IntLaw/Women & WikiVisibility

The excellent post from Nanny of the Windward Maroons on women leaders in Jamaica, coupled with Eleanor Roosevelt's comment on same, touched off a search for more information about the women who serve on the Inter-American Court of Human Rights (above).
Found precious little: Court-supplied biographies of Judges Rhadys Abreu Blondet, Dominican Republic (top row, 2d from right), Margarette May Macaulay, Jamaica (top row, 2d from left), and Cecilia Medina Quiroga, Chile (front row, left) are sparse, and devoid of individual photos.
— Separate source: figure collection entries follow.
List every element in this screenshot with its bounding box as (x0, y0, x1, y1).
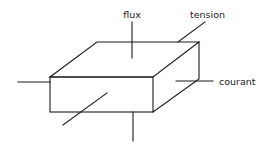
front-face (50, 77, 153, 112)
tension-terminal-line (178, 22, 205, 42)
top-face (50, 42, 199, 77)
flux-label: flux (123, 9, 141, 20)
tension-label: tension (190, 9, 225, 20)
box (50, 42, 199, 112)
terminals (18, 22, 213, 141)
labels: flux tension courant (123, 9, 256, 87)
right-face (153, 42, 199, 112)
front-diagonal-terminal-line (63, 93, 107, 125)
courant-label: courant (219, 76, 256, 87)
box-diagram: flux tension courant (0, 0, 269, 145)
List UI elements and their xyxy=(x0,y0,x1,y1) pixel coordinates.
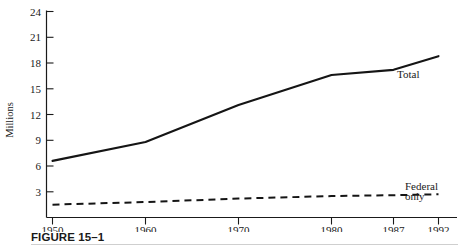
line-chart: 24 21 18 15 12 9 6 3 Millions 1950 1960 … xyxy=(0,0,458,232)
y-tick-label-9: 9 xyxy=(36,134,42,146)
y-tick-label-18: 18 xyxy=(30,57,42,69)
y-tick-label-24: 24 xyxy=(30,6,42,18)
figure-caption: FIGURE 15–1 xyxy=(0,231,458,246)
y-tick-label-6: 6 xyxy=(36,160,42,172)
y-tick-label-21: 21 xyxy=(30,31,41,43)
series-line-total xyxy=(53,56,439,161)
figure-container: 24 21 18 15 12 9 6 3 Millions 1950 1960 … xyxy=(0,0,458,246)
series-line-federal-only xyxy=(53,194,439,204)
y-axis-title: Millions xyxy=(4,102,15,138)
y-tick-label-12: 12 xyxy=(30,109,41,121)
x-axis-group: 1950 1960 1970 1980 1987 1992 xyxy=(42,218,458,233)
y-axis-group: 24 21 18 15 12 9 6 3 Millions xyxy=(4,6,54,218)
figure-caption-number: FIGURE 15–1 xyxy=(31,231,104,243)
series-label-total: Total xyxy=(397,68,419,80)
y-tick-label-15: 15 xyxy=(30,83,42,95)
series-group xyxy=(53,56,439,205)
y-tick-label-3: 3 xyxy=(36,186,42,198)
series-label-federal-line2: only xyxy=(405,190,425,202)
series-labels-group: Total Federal only xyxy=(397,68,438,202)
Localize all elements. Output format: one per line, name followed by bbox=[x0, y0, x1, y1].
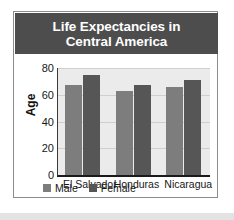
bar-female-el-salvador bbox=[83, 75, 100, 175]
legend-swatch-icon bbox=[89, 184, 97, 192]
bar-group: Honduras bbox=[114, 68, 155, 175]
chart-card: Life Expectancies in Central America Age… bbox=[13, 11, 218, 198]
legend-item-male: Male bbox=[43, 182, 78, 194]
y-axis-title: Age bbox=[24, 82, 38, 128]
x-axis-tick-label: Nicaragua bbox=[164, 178, 205, 190]
bar-male-honduras bbox=[116, 91, 133, 175]
chart-title: Life Expectancies in Central America bbox=[53, 19, 181, 49]
bar-group: El Salvador bbox=[63, 68, 104, 175]
bar-male-el-salvador bbox=[65, 85, 82, 175]
bar-female-honduras bbox=[134, 85, 151, 175]
legend-swatch-icon bbox=[43, 184, 51, 192]
chart-title-banner: Life Expectancies in Central America bbox=[15, 13, 218, 54]
bars-layer: El SalvadorHondurasNicaragua bbox=[58, 68, 210, 175]
bottom-page-strip bbox=[0, 213, 234, 220]
y-axis-tick-label: 0 bbox=[48, 169, 54, 181]
y-axis-tick-label: 80 bbox=[42, 62, 54, 74]
y-axis-tick-label: 20 bbox=[42, 142, 54, 154]
legend-label: Male bbox=[55, 182, 78, 194]
legend-label: Female bbox=[101, 182, 136, 194]
bar-male-nicaragua bbox=[166, 87, 183, 175]
y-axis-tick-label: 40 bbox=[42, 116, 54, 128]
bar-female-nicaragua bbox=[184, 80, 201, 175]
plot-area: 020406080 El SalvadorHondurasNicaragua bbox=[57, 68, 210, 177]
chart-body: Age 020406080 El SalvadorHondurasNicarag… bbox=[15, 54, 218, 198]
legend-item-female: Female bbox=[89, 182, 136, 194]
chart-legend: MaleFemale bbox=[43, 182, 136, 194]
y-axis-tick-label: 60 bbox=[42, 89, 54, 101]
chart-screenshot: Life Expectancies in Central America Age… bbox=[0, 0, 234, 220]
bar-group: Nicaragua bbox=[164, 68, 205, 175]
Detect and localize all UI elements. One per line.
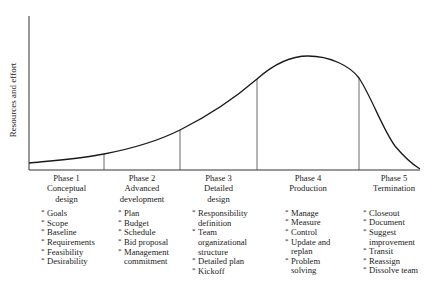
activity-item: Kickoff	[192, 267, 254, 277]
phase-1: Phase 1 Conceptual design Goals Scope Ba…	[29, 173, 104, 267]
phase-5: Phase 5 Termination Closeout Document Su…	[359, 173, 429, 276]
activity-item: Suggest improvement	[363, 228, 427, 247]
phase-4-name-line1: Production	[257, 183, 359, 193]
phase-1-name-line2: design	[29, 194, 104, 204]
phase-3-name-line2: design	[180, 194, 257, 204]
activity-item: Desirability	[41, 257, 104, 267]
activity-item: Problem solving	[285, 257, 345, 276]
activity-item: Team organizational structure	[192, 228, 254, 257]
life-cycle-chart	[0, 0, 435, 173]
y-axis-label: Resources and effort	[3, 60, 23, 140]
phase-3-label: Phase 3	[180, 173, 257, 183]
phase-2-label: Phase 2	[104, 173, 180, 183]
phase-1-name-line1: Conceptual	[29, 183, 104, 193]
phase-2-name-line2: development	[104, 194, 180, 204]
activity-item: Update and replan	[285, 238, 345, 257]
phase-1-activities: Goals Scope Baseline Requirements Feasib…	[41, 209, 104, 267]
effort-curve	[29, 56, 420, 169]
phase-5-name-line1: Termination	[359, 183, 429, 193]
activity-item: Dissolve team	[363, 266, 427, 276]
phase-2-name-line1: Advanced	[104, 183, 180, 193]
phase-3: Phase 3 Detailed design Responsibility d…	[180, 173, 257, 276]
phase-4-activities: Manage Measure Control Update and replan…	[285, 209, 345, 276]
phase-5-activities: Closeout Document Suggest improvement Tr…	[363, 209, 427, 276]
phase-4: Phase 4 Production Manage Measure Contro…	[257, 173, 359, 276]
activity-item: Management commitment	[118, 248, 178, 267]
phase-1-label: Phase 1	[29, 173, 104, 183]
phase-3-activities: Responsibility definition Team organizat…	[192, 209, 254, 276]
phase-5-label: Phase 5	[359, 173, 429, 183]
phase-2: Phase 2 Advanced development Plan Budget…	[104, 173, 180, 267]
activity-item: Responsibility definition	[192, 209, 254, 228]
phase-2-activities: Plan Budget Schedule Bid proposal Manage…	[118, 209, 178, 267]
phase-4-label: Phase 4	[257, 173, 359, 183]
phase-3-name-line1: Detailed	[180, 183, 257, 193]
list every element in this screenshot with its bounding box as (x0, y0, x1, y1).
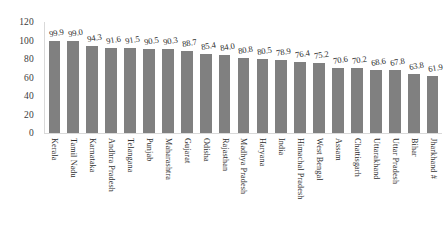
y-axis-tick-label: 60 (24, 73, 34, 83)
x-axis-tick-label: Uttarakhand (371, 138, 380, 180)
x-axis-label-slot: Odisha (196, 136, 215, 230)
bar[interactable] (67, 41, 79, 133)
x-axis-label-slot: Telangana (121, 136, 140, 230)
bar-slot: 76.4 (294, 22, 306, 133)
bar-value-label: 90.5 (143, 35, 159, 47)
y-axis-tick-label: 120 (19, 17, 34, 27)
bar-slot: 63.8 (408, 22, 420, 133)
bar-value-label: 70.6 (332, 53, 348, 65)
bar-value-label: 61.9 (427, 61, 443, 73)
bar[interactable] (143, 49, 155, 133)
x-axis-tick-label: Maharashtra (163, 138, 172, 180)
bar[interactable] (124, 48, 136, 133)
bar[interactable] (257, 59, 269, 133)
y-axis-tick-label: 20 (24, 110, 34, 120)
x-axis-tick-label: Chattisgarh (352, 138, 361, 177)
x-axis-tick-label: India (277, 138, 286, 155)
bar-value-label: 70.2 (351, 54, 367, 66)
bar[interactable] (105, 48, 117, 133)
bar-chart: 020406080100120 99.999.094.391.691.590.5… (0, 0, 444, 230)
bar-slot: 99.0 (67, 22, 79, 133)
x-axis-tick-label: Odisha (201, 138, 210, 162)
bar-value-label: 76.4 (294, 48, 310, 60)
x-axis-label-slot: Rajasthan (215, 136, 234, 230)
bar[interactable] (238, 58, 250, 133)
x-axis-tick-label: Gujarat (182, 138, 191, 163)
bar-value-label: 88.7 (181, 37, 197, 49)
x-axis-label-slot: Punjab (140, 136, 159, 230)
y-axis-tick-label: 100 (19, 36, 34, 46)
x-axis-label-slot: Jharkhand # (423, 136, 442, 230)
x-axis-tick-label: West Bengal (315, 138, 324, 181)
bar-slot: 91.6 (105, 22, 117, 133)
bar-slot: 88.7 (181, 22, 193, 133)
bar-value-label: 99.9 (49, 26, 65, 38)
x-axis-tick-label: Haryana (258, 138, 267, 166)
bar[interactable] (332, 68, 344, 133)
plot-area: 99.999.094.391.691.590.590.388.785.484.0… (45, 22, 442, 133)
bar[interactable] (200, 54, 212, 133)
y-axis-tick-label: 40 (24, 91, 34, 101)
bar-value-label: 94.3 (87, 31, 103, 43)
bar-value-label: 80.5 (257, 44, 273, 56)
bar-slot: 85.4 (200, 22, 212, 133)
bar-slot: 91.5 (124, 22, 136, 133)
bar-slot: 80.8 (238, 22, 250, 133)
x-axis-label-slot: Uttar Pradesh (385, 136, 404, 230)
bar-value-label: 63.8 (408, 60, 424, 72)
x-axis-label-slot: Gujarat (177, 136, 196, 230)
bar-slot: 67.8 (389, 22, 401, 133)
y-axis-tick-label: 80 (24, 54, 34, 64)
bar-slot: 94.3 (86, 22, 98, 133)
x-axis-label-slot: Bihar (404, 136, 423, 230)
bar-value-label: 91.5 (124, 34, 140, 46)
x-axis-tick-label: Madhya Pradesh (239, 138, 248, 194)
x-axis-category-labels: KeralaTamil NaduKarnatakaAndhra PradeshT… (45, 136, 442, 230)
bar[interactable] (294, 62, 306, 133)
bar[interactable] (351, 68, 363, 133)
bar[interactable] (313, 63, 325, 133)
x-axis-tick-label: Karnataka (88, 138, 97, 173)
bar[interactable] (427, 76, 439, 133)
x-axis-label-slot: Maharashtra (158, 136, 177, 230)
bar[interactable] (49, 41, 61, 133)
bar-value-label: 84.0 (219, 41, 235, 53)
x-axis-tick-label: Assam (334, 138, 343, 161)
bar-slot: 68.6 (370, 22, 382, 133)
bar-value-label: 85.4 (200, 40, 216, 52)
bar[interactable] (389, 70, 401, 133)
x-axis-label-slot: Andhra Pradesh (102, 136, 121, 230)
bar[interactable] (181, 51, 193, 133)
x-axis-line (44, 133, 442, 134)
bar-value-label: 68.6 (370, 55, 386, 67)
x-axis-label-slot: India (272, 136, 291, 230)
bar-value-label: 78.9 (276, 46, 292, 58)
x-axis-label-slot: Tamil Nadu (64, 136, 83, 230)
bar-value-label: 80.8 (238, 44, 254, 56)
bar-slot: 70.6 (332, 22, 344, 133)
bar[interactable] (370, 70, 382, 133)
bar[interactable] (219, 55, 231, 133)
bar-slot: 61.9 (427, 22, 439, 133)
bar-value-label: 75.2 (313, 49, 329, 61)
x-axis-label-slot: Kerala (45, 136, 64, 230)
x-axis-label-slot: Karnataka (83, 136, 102, 230)
x-axis-tick-label: Uttar Pradesh (390, 138, 399, 184)
bar[interactable] (275, 60, 287, 133)
bar-slot: 90.5 (143, 22, 155, 133)
x-axis-tick-label: Jharkhand # (428, 138, 437, 179)
x-axis-label-slot: Himachal Pradesh (291, 136, 310, 230)
bar-slot: 75.2 (313, 22, 325, 133)
bar-value-label: 99.0 (68, 27, 84, 39)
bar-value-label: 67.8 (389, 56, 405, 68)
x-axis-tick-label: Tamil Nadu (69, 138, 78, 178)
bar[interactable] (408, 74, 420, 133)
bar[interactable] (86, 46, 98, 133)
x-axis-label-slot: Chattisgarh (347, 136, 366, 230)
x-axis-label-slot: West Bengal (310, 136, 329, 230)
bar-slot: 99.9 (49, 22, 61, 133)
bar-value-label: 90.3 (162, 35, 178, 47)
x-axis-label-slot: Uttarakhand (366, 136, 385, 230)
x-axis-tick-label: Himachal Pradesh (296, 138, 305, 199)
bar[interactable] (162, 49, 174, 133)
A Westlaw search revealed almost nothing on the session at which the Court's 7-member bench included, for the 1st time, 3 women: "Mujeres aumentan presencia en Corte Interamericana," a January 29, 2007, Associated Press-Spanish dispatch, appears not to have been picked up by any newspaper. A bit more searching turned up a bit more information on 2 of the 3: Macaulay, a Sierra Leone-born and England-educated human rights lawyer, and Medina, a human rights law professor who's served on the U.N. Human Rights Committee and is the Court's Vice President. No luck with Abreu.
Such Web-absence helps make invisible the role that law plays in the international system, not to mention the role that women play within the international legal system. Here's 1 way to raise the public profiles of both, courtesy of Legal History Blog: contribute to Wikipedia, a Web-ubiquitous source of information that's reportedly eager to augment its international law offerings. (As it stands, there's a Wiki entry on the Inter-American Court, plus a blurb on Medina, but nothing on the Court's other 2 women.)
A research project for all those I/L students soon to return to campus, perhaps?